Trade Assurance is Alibaba's built-in buyer-protection programme. When you pay through it, your money is held against an agreed contract that covers product quality and shipping time. If the supplier doesn't deliver what was agreed, you can open a dispute and claim a refund.
The catch: protection only applies if you pay through Trade Assurance and your contract terms are specific — clear specs, quantities, inspection criteria and deadlines. Pay off-platform and you have no recourse. Keep every order inside the platform until you have a long, trusted relationship with a supplier. For higher-value or quality-sensitive orders, an independent quality control and factory audit adds a layer Trade Assurance can't.
What if I get scammed on Alibaba?
Act fast. Open a Trade Assurance dispute immediately with your evidence (contract, chat logs, photos, inspection report). Escalate to Alibaba if the supplier won't resolve it. If you paid off-platform by bank wire, contact your bank straight away — recovery is harder but speed matters. Document everything in writing throughout.

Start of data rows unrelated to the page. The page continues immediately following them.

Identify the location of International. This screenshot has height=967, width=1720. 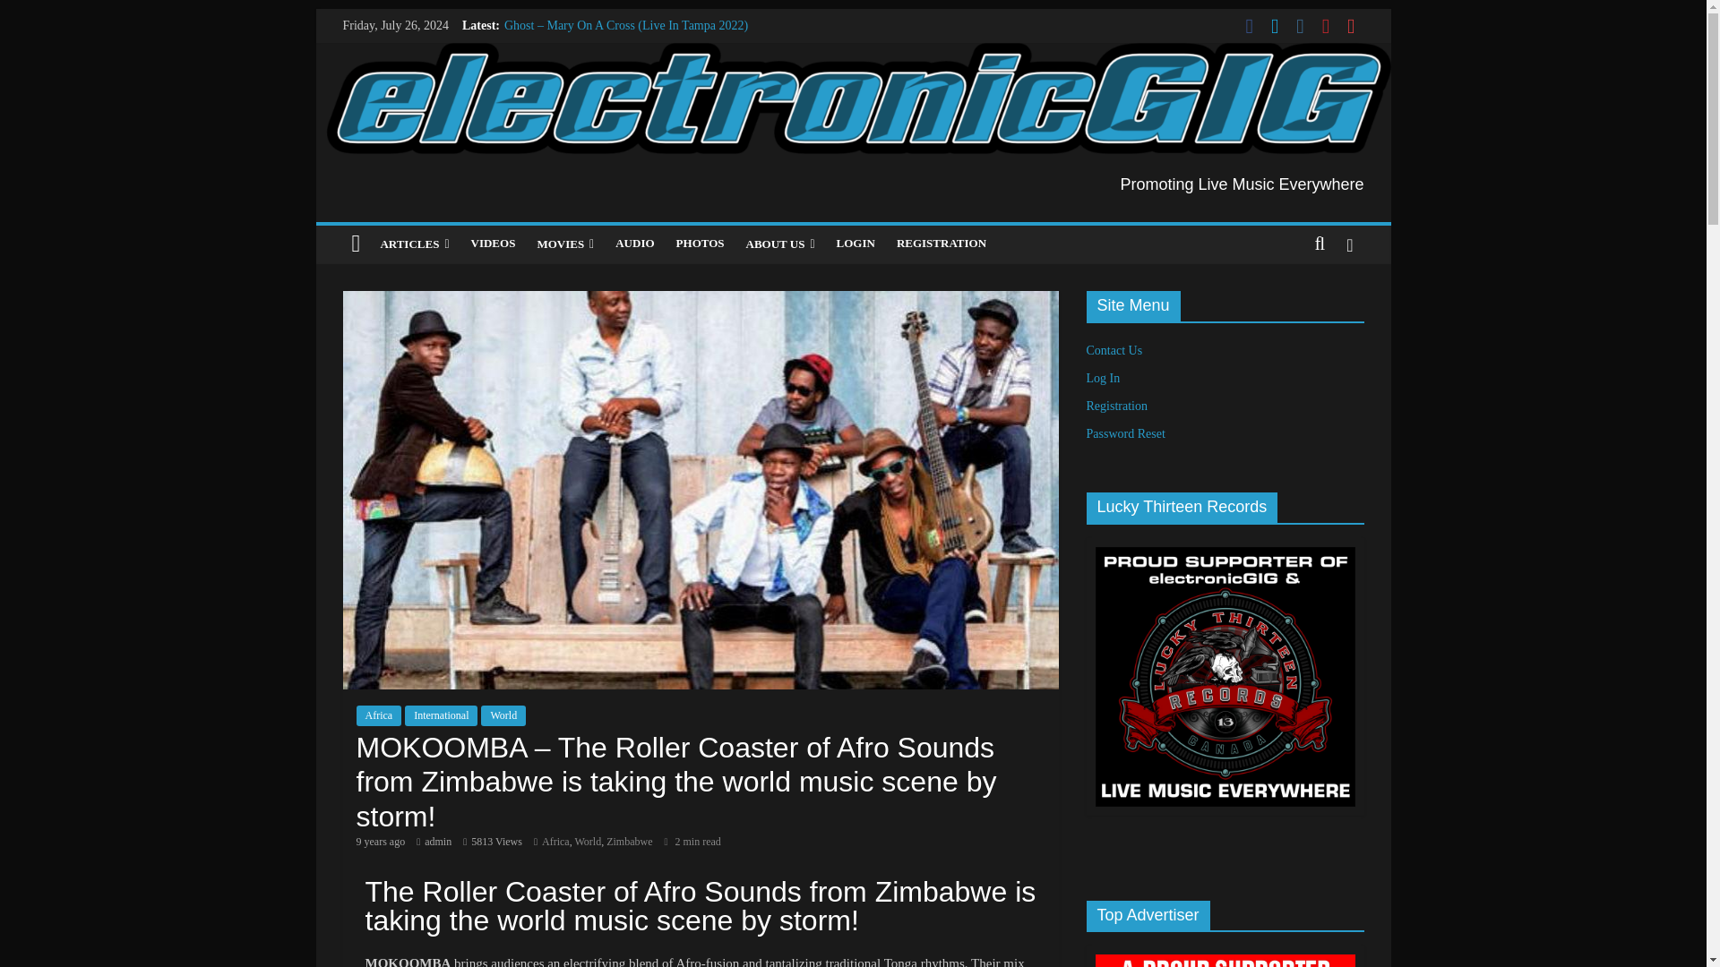
(441, 716).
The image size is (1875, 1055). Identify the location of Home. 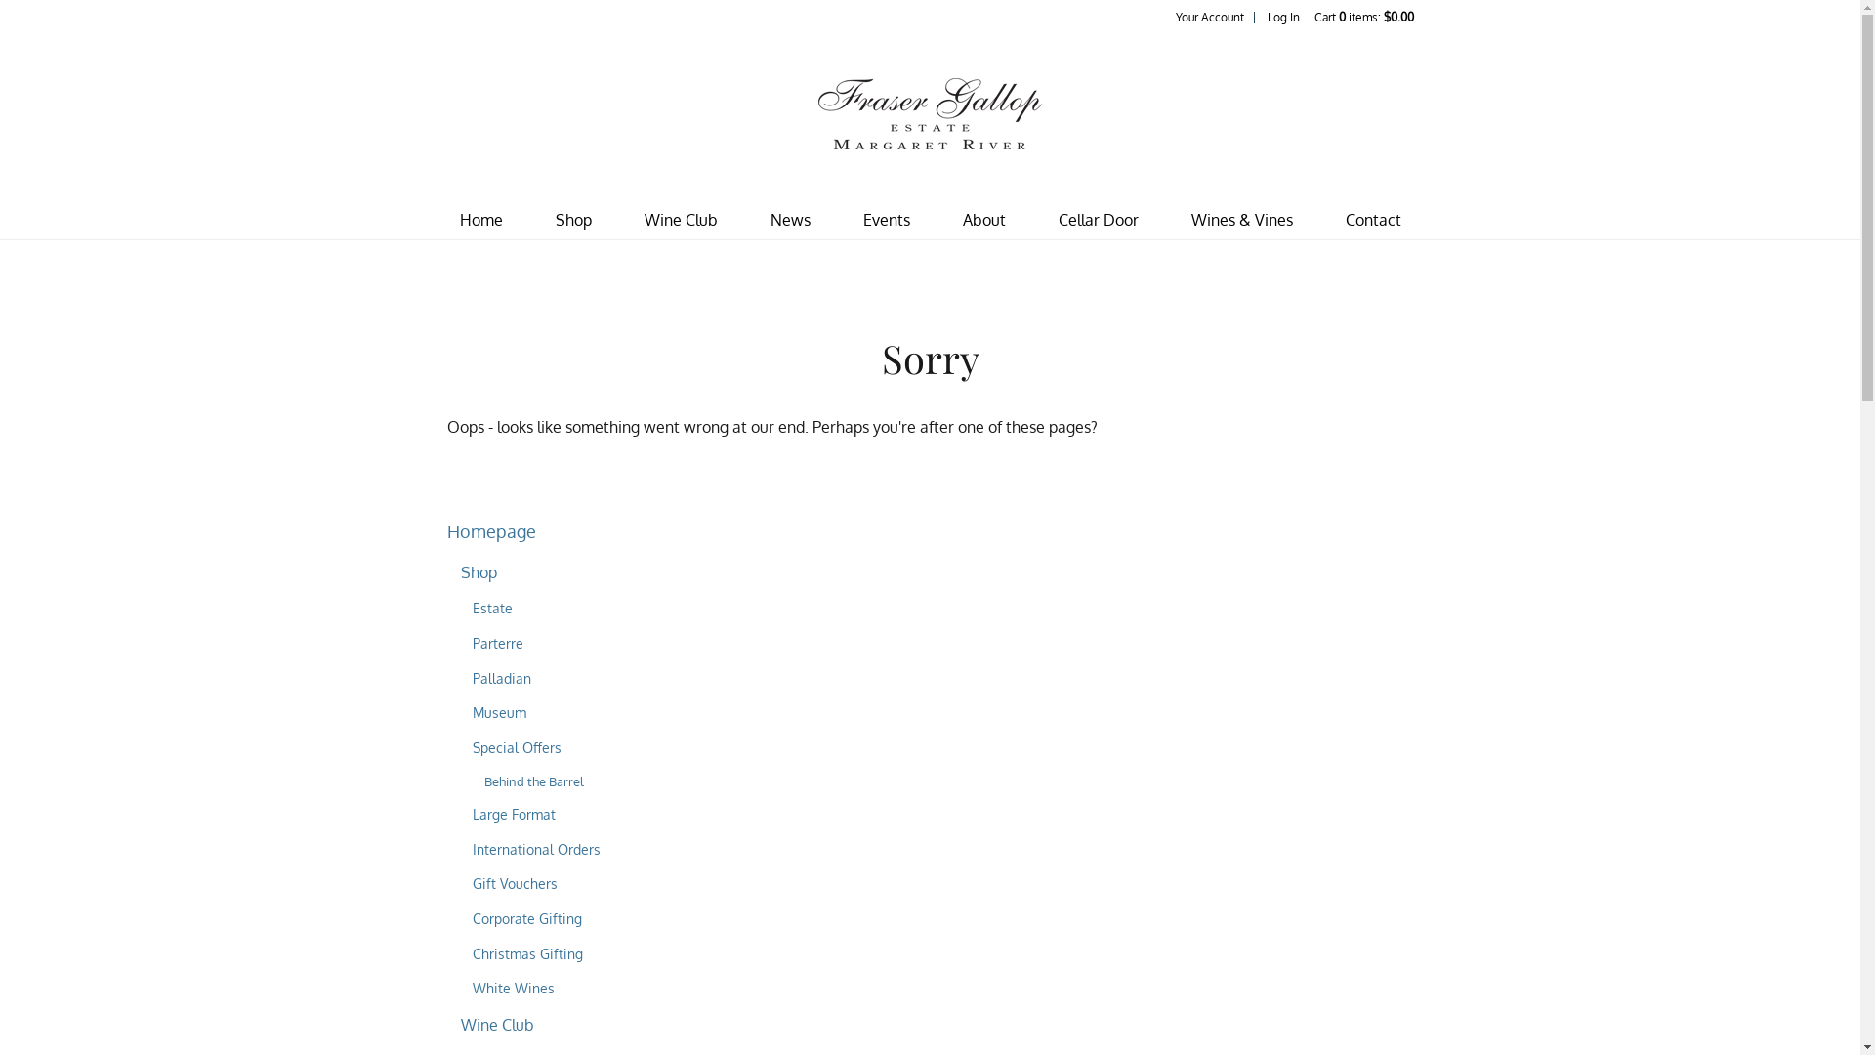
(480, 221).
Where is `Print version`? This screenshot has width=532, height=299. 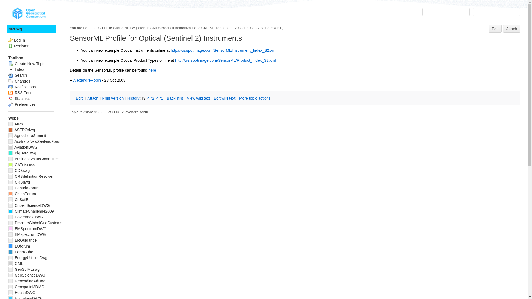 Print version is located at coordinates (113, 98).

Buying from Alibaba into Ireland: what to know
For Irish importers, two extra layers sit on top of supplier risk. First, customs and VAT: goods entering Ireland from China attract import duty (the rate depends on the commodity code) plus 23% VAT, calculated on the landed value, and you'll need an EORI number to clear shipments. Budget these into your unit cost in euros — a "cheap" Alibaba price can shift once duty, VAT and freight are added. Second, product compliance: anything sold in Ireland must meet EU/CE standards, so confirm the supplier can provide the right certificates and test reports before you commit. Getting clarity on both points up front is the difference between a smooth import and a stuck container at Dublin Port.
Frequently asked questions
Is Alibaba safe for small businesses and first-time buyers?

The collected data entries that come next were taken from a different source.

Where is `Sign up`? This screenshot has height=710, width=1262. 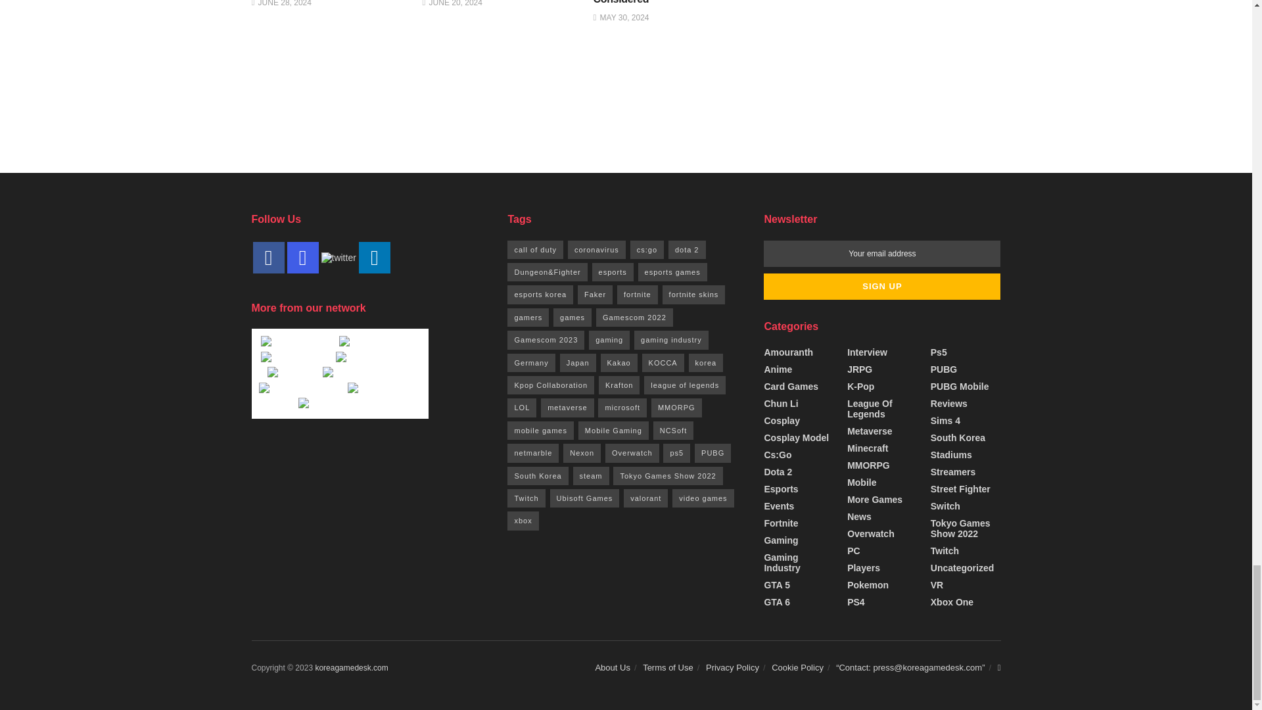 Sign up is located at coordinates (882, 286).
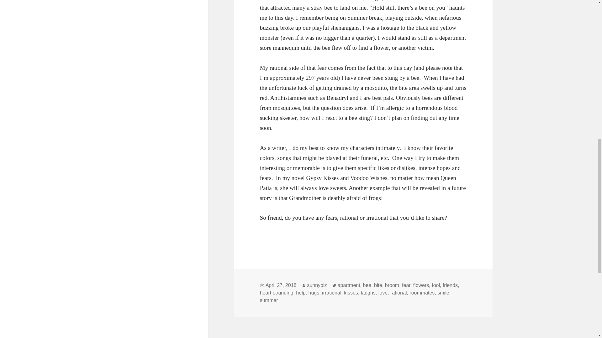  Describe the element at coordinates (450, 286) in the screenshot. I see `friends` at that location.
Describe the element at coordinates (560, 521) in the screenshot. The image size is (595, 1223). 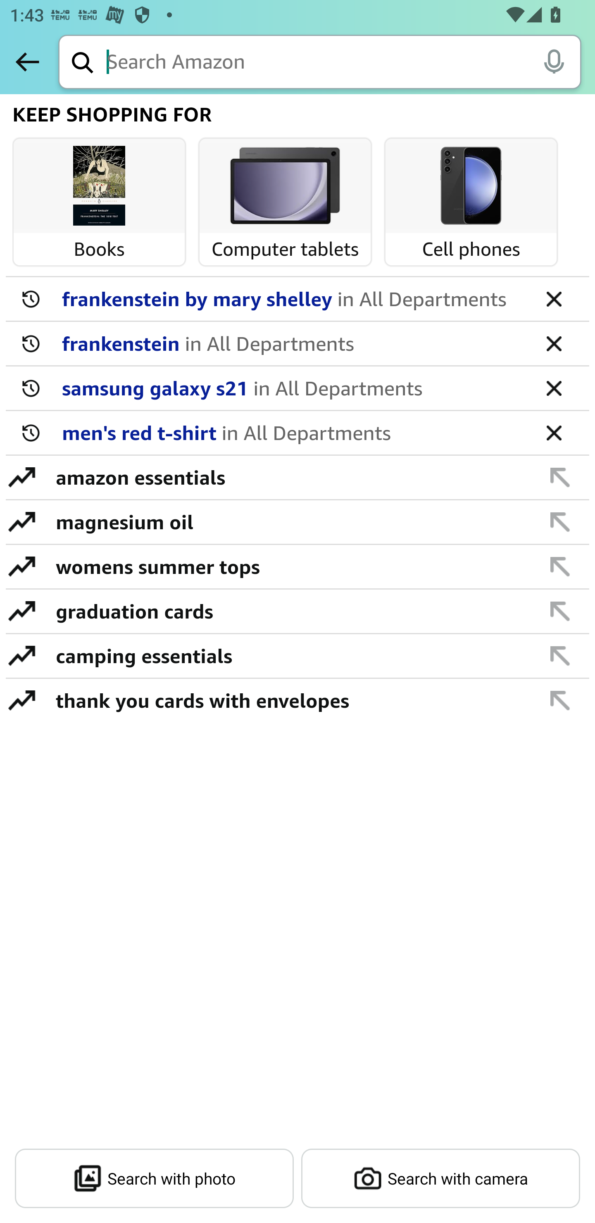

Yes, if you start small. Place a sample order, pay through Trade Assurance, and verify the supplier before scaling. Most problems come from skipping verification in a rush to get a low price.
Is Alibaba the same as AliExpress?
No. Alibaba is B2B wholesale (bulk orders, factory pricing, negotiable terms). AliExpress is retail (single units, fixed prices, consumer focus). For importing to resell, Alibaba is the right platform.
What's the safest way to pay on Alibaba?
Trade Assurance is the safest because it holds funds against your contract. A credit card through the platform adds chargeback protection. Avoid direct bank wires to personal accounts entirely.
How can I tell a factory from a trading company?
Ask detailed technical and production-capacity questions, request the business licence (its scope reveals manufacturing vs trade), and ask for a factory video call. Trading companies aren't always bad, but you should know which you're dealing with.
Should I use a sourcing agent instead of buying on Alibaba directly?
If you're ordering at volume, sourcing custom or quality-sensitive products, or you've been burned before, an agent on the ground in China can verify factories in person, manage QC and negotiate better terms than you'll get solo. We compare both routes in sourcing agent vs Alibaba. For simple, low-risk items, direct buying with good verification is fine.
Related reading
- Freight consolidation services: how they cut your import costs — ship smarter once your orders arrive.
- Low-cost country sourcing: the complete strategy guide — build a resilient, low-cost supply chain beyond a single platform.
How Epic Sourcing helps
Epic Sourcing takes the guesswork out of buying from China. Our bilingual teams are on the ground in China and Vietnam — we verify factories in person, manage samples and quality control, and protect your payments, so you never have to gamble on an Alibaba listing. We serve importers across Ireland, the USA, Singapore, South Africa, the UAE and beyond. Talk to our team to source safely.